WESTERN BUREAU:
FULL ACCESS to safe, affordable housing for all Jamaicans by 2025 is the commitment being given by Minister of Housing, Transport and Works Robert Pickersgill.
"Housing represents a key engine of the wealth of most households," Mr. Pickersgill said while addressing delegates at the opening ceremony of the Caribbean Association of Housing Finance Institutions and Inter-American Housing Union Shelter Conference at the Ritz-Carlton Hotel on Monday.
"To this end housing has always been the focus of social concern. As a Government we are committed to ensuring that by 2025 all our people will have access to affordable, safe and legal housing solutions," he said.
The conference, conducted under the theme 'Challenges of the Housing Market in the 21st Century', closed yesterday and facilitated presentations from representatives of the World Bank, the Caribbean Develop-ment Bank, and the CARICOM Single Market and Economy (CSME) Secretariat.
Delegates in attendance included mortgage and retail bankers, credit and risk managers, urban planners, insurance companies, real estate developers and housing finance and securities regulators.
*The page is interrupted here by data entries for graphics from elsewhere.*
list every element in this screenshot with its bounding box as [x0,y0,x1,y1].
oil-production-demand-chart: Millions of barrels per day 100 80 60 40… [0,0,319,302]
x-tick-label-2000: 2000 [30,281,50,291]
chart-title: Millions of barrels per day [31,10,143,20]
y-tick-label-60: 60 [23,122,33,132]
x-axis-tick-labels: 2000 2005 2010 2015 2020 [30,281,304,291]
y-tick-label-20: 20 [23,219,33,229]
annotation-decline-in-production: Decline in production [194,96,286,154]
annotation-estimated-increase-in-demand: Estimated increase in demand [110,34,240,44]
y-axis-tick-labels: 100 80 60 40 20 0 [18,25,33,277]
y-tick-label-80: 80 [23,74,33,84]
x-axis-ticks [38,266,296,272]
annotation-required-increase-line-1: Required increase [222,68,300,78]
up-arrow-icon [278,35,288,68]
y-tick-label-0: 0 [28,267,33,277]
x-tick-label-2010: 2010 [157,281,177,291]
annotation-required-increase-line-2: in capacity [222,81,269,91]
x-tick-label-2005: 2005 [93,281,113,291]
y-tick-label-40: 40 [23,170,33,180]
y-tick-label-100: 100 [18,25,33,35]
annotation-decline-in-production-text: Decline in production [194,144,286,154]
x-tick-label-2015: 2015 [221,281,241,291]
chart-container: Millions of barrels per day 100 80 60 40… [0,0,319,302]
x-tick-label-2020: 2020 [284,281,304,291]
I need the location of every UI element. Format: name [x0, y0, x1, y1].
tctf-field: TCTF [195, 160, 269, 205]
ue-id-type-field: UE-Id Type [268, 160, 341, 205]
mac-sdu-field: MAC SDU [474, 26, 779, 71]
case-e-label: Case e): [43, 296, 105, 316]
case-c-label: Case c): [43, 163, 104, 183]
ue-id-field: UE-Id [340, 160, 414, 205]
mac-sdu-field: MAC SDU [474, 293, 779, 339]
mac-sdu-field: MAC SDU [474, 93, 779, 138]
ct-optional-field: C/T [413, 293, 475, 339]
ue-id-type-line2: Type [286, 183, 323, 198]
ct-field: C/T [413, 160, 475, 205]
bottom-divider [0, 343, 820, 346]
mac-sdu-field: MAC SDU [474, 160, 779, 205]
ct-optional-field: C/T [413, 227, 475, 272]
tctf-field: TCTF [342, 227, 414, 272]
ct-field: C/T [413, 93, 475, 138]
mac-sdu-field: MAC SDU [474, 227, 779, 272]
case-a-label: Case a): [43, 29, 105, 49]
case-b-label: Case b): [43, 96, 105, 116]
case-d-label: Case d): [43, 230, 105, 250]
The Housing Minister detailed several strategies that will be utilised to meet the ambitious objective:
Improvements to the current legislative framework for housing
Increased Joint Venture Partnerships,
The provision of tenure security through divestment and titling programmes
Increased collaboration between housing and approval agencies
A reactivation of the secondary mortgage market and squatter regularisation.
POLICY DECISIONS
"So far several policy decisions are being considered and include the identification of low interest funds to put infrastructure at squatter regularisation sites and the development of a comprehensive policy to address squatting in an effort to ensure that we halt this pervasive problem," he said.
Mr. Pickersgill commented that, while homeownership might not be a viable alternative for many individuals, it was also the intention to stimulate private sector investment in the rental market.
"Increasingly, we are realising the tremendous impact that housing has on critical areas such as economic development, poverty alleviation and environmental management and the various and complex kinds of inter-linkages that exist," he contended. "Governments are now accepting that housing cannot be perceived solely as a welfare issue and that the housing sector must be managed as a key component to the overall economy."